The key is to phrase your messages so they don’t require a reply. “Thinking about you and your family today. No need to respond” is far better than “How’s the baby doing? Let me know!” The first is a gift. The second is a task. If you’re part of a larger friend group, consider designating one person as the point of contact so the parents aren’t fielding dozens of individual check-ins.

Keep reaching out over time, too. NICU stays can last days, weeks, or months. The texts and calls tend to flood in during the first few days and then drop off. Parents notice when people disappear. A message in week three or week six means just as much, if not more, than one on day one.

Celebrate the Small Wins

NICU progress is measured in milestones that would seem tiny in any other context but are monumental for these families. Breathing without a ventilator or oxygen support. Moving from a temperature-controlled isolette to a regular crib. Having an IV removed. Being held by a parent for the first time. Gaining weight. Wearing clothes. Taking a bottle. Meeting a sibling.

When a parent shares one of these milestones, celebrate it fully. “That’s incredible, I’m so happy” means the world. These small victories are what carry NICU families through the long days, and having someone on the outside recognize their significance helps parents feel less alone in the experience.

Practical Help That Actually Matters

Words are important, but actions back them up. The most useful support for NICU families tends to be logistical, because their entire life has been reorganized around the hospital. Here’s what helps most:

  • Food. Send meals to their home or set up a meal train. Use disposable containers so they don’t have to worry about washing and returning anything. Gift cards to delivery services like DoorDash or Uber Eats are ideal because they let parents order what they want, when they want it.
  • Snacks and coffee money. Hospital cafeteria gift cards, bags of snacks for the waiting room, or even a bag of coins for vending machines. Parents spend long hours at the hospital and often forget to eat.
  • Childcare. If they have other kids, offer to pick them up from school, host a playdate, or watch them for an evening. Be specific: “I’m picking up your kids Thursday after school” works better than “Let me know if you need help.”
  • Gas cards. Parents driving to the hospital daily or twice daily burn through gas fast, especially if the NICU is far from home.
  • Pet care.
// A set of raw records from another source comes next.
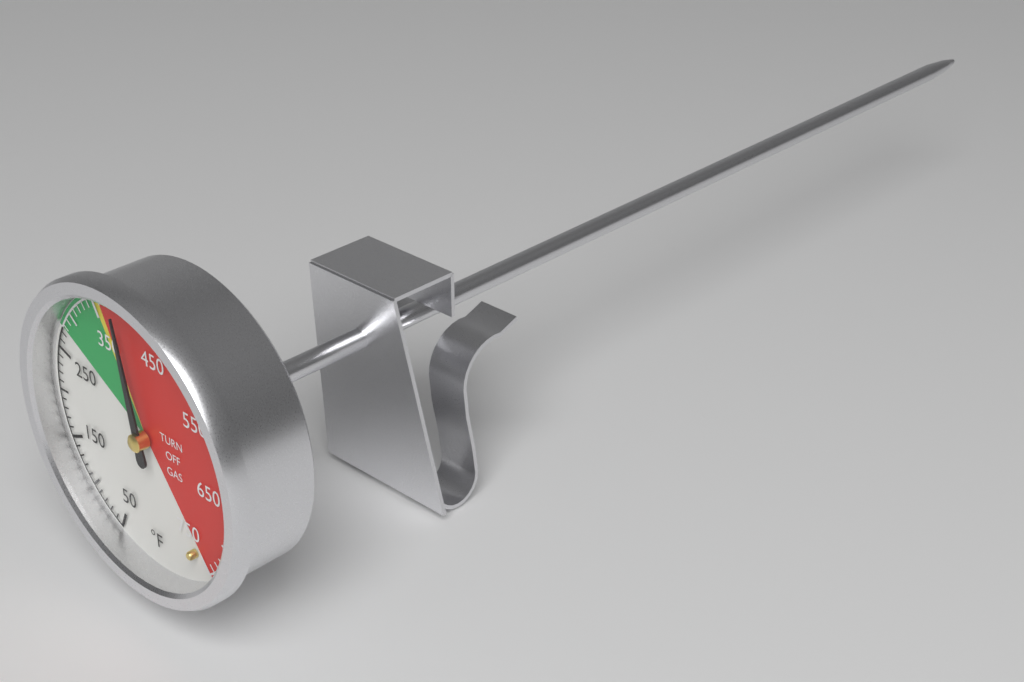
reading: 390 °F
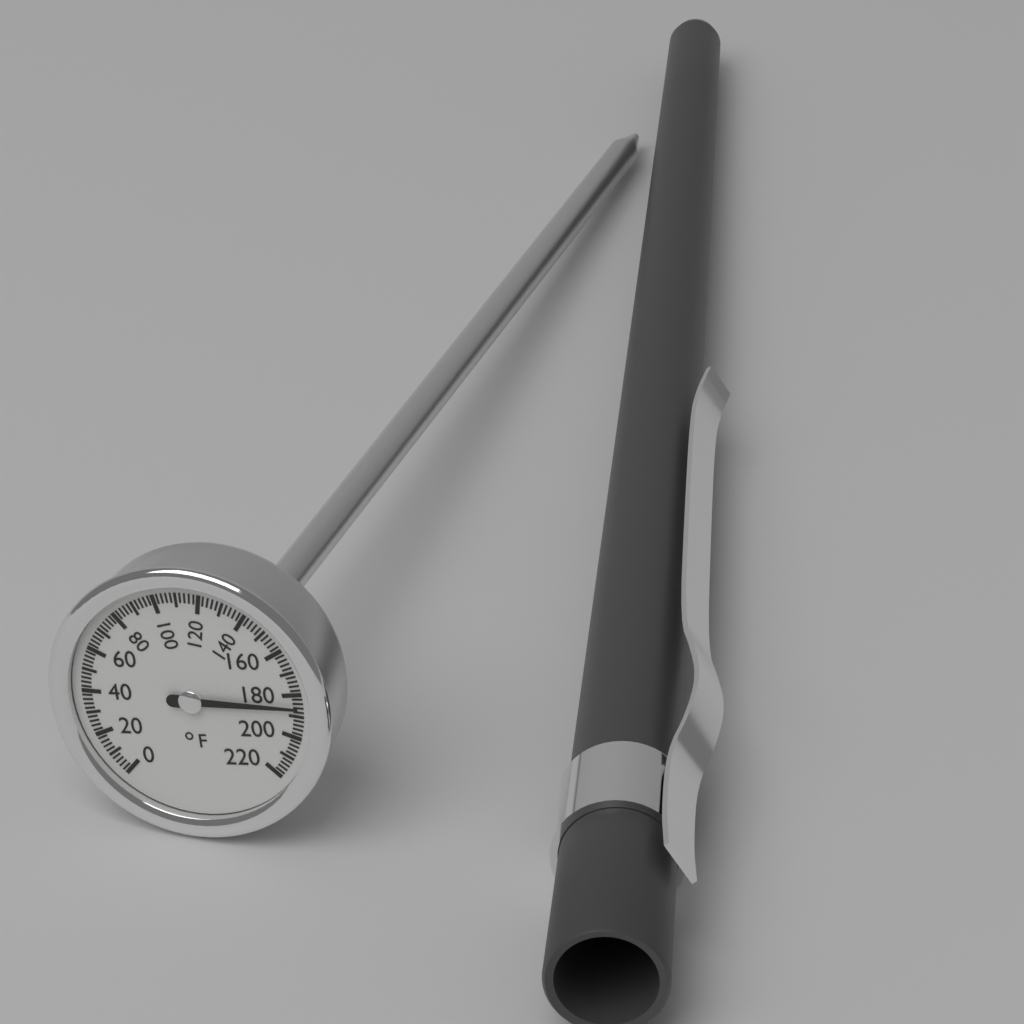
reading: 186 °F
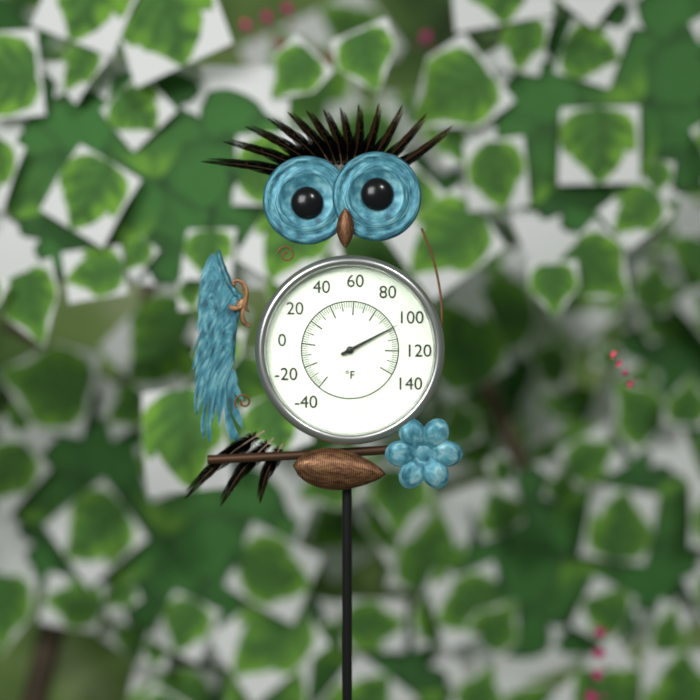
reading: 100 °F
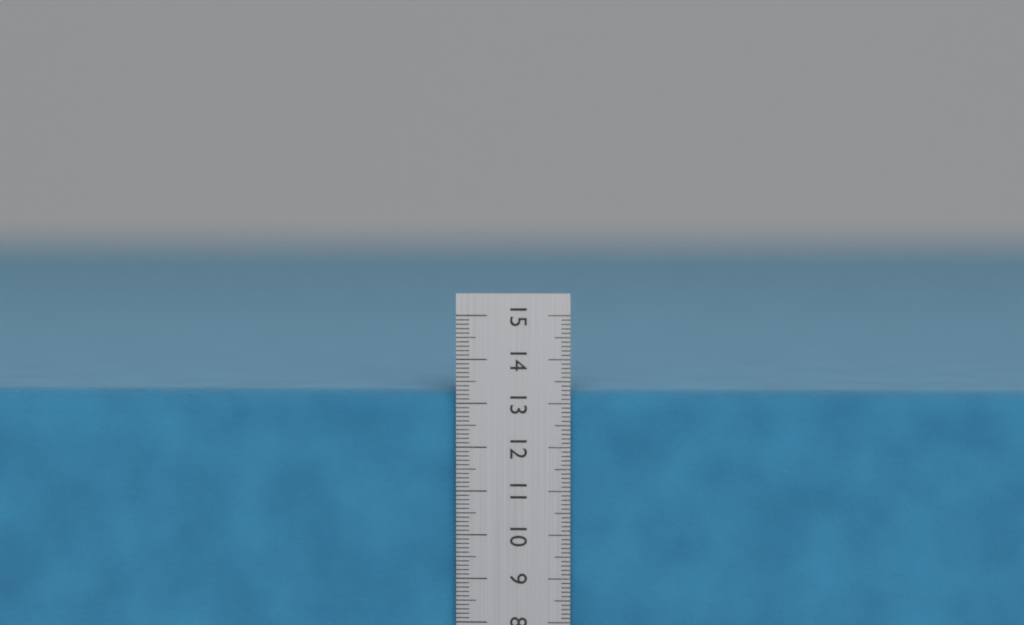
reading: 13.3 cm
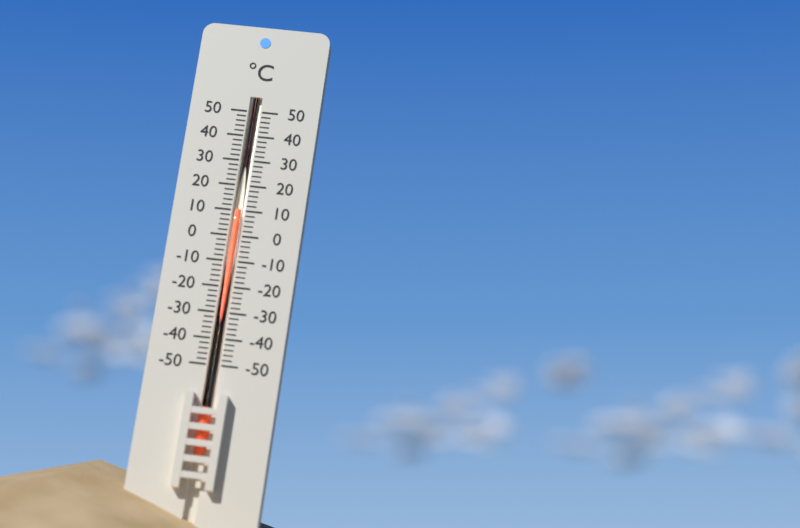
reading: 10 °C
Walking the dog or feeding the cat is one less thing on their plate.

The golden rule with practical help: offer something specific, and don’t wait to be asked. NICU parents are too overwhelmed to delegate tasks. Just do the thing.
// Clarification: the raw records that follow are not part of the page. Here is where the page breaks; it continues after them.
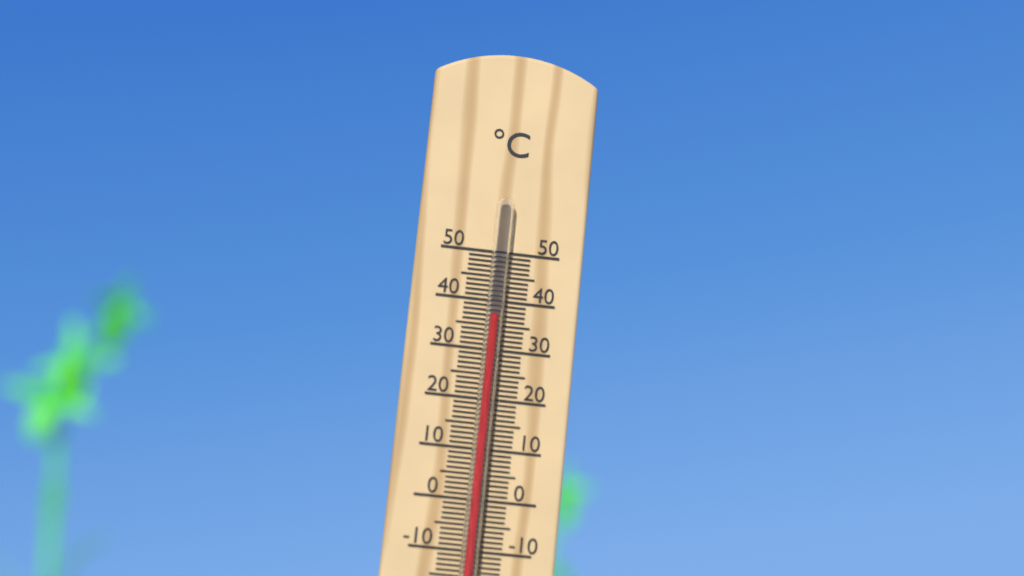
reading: 37 °C
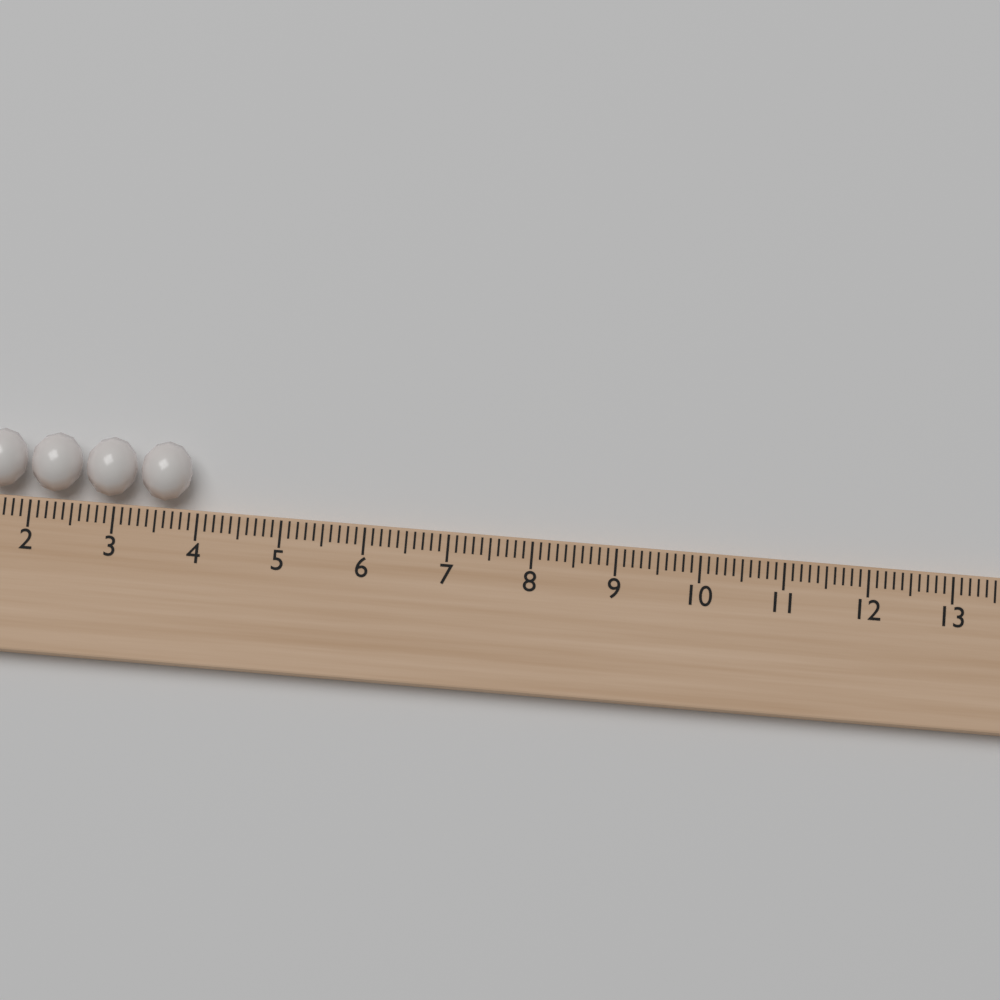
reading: 3.9 (no unit)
If You’re Invited to Visit

Most NICUs have strict visitation policies, so don’t expect or ask to visit the baby. If you are invited, know the rules before you go. Hospitals typically limit bedside visitors to two or three people at a time, including parents. Visitors generally must be 18 or older, show a photo ID, and complete a health screening form each visit. Siblings usually need to be at least 2 years old and up to date on immunizations.

You’ll be required to scrub your hands from elbows to fingertips for at least 20 seconds before entering the unit, and to use hand sanitizer before touching the baby. Don’t visit if you have any symptoms of illness, even mild ones. Don’t bring food into the NICU. And keep your visit short. You’re there to support the parents, not to satisfy your own curiosity. Let them guide the conversation, hold space for whatever they’re feeling, and leave when it feels right.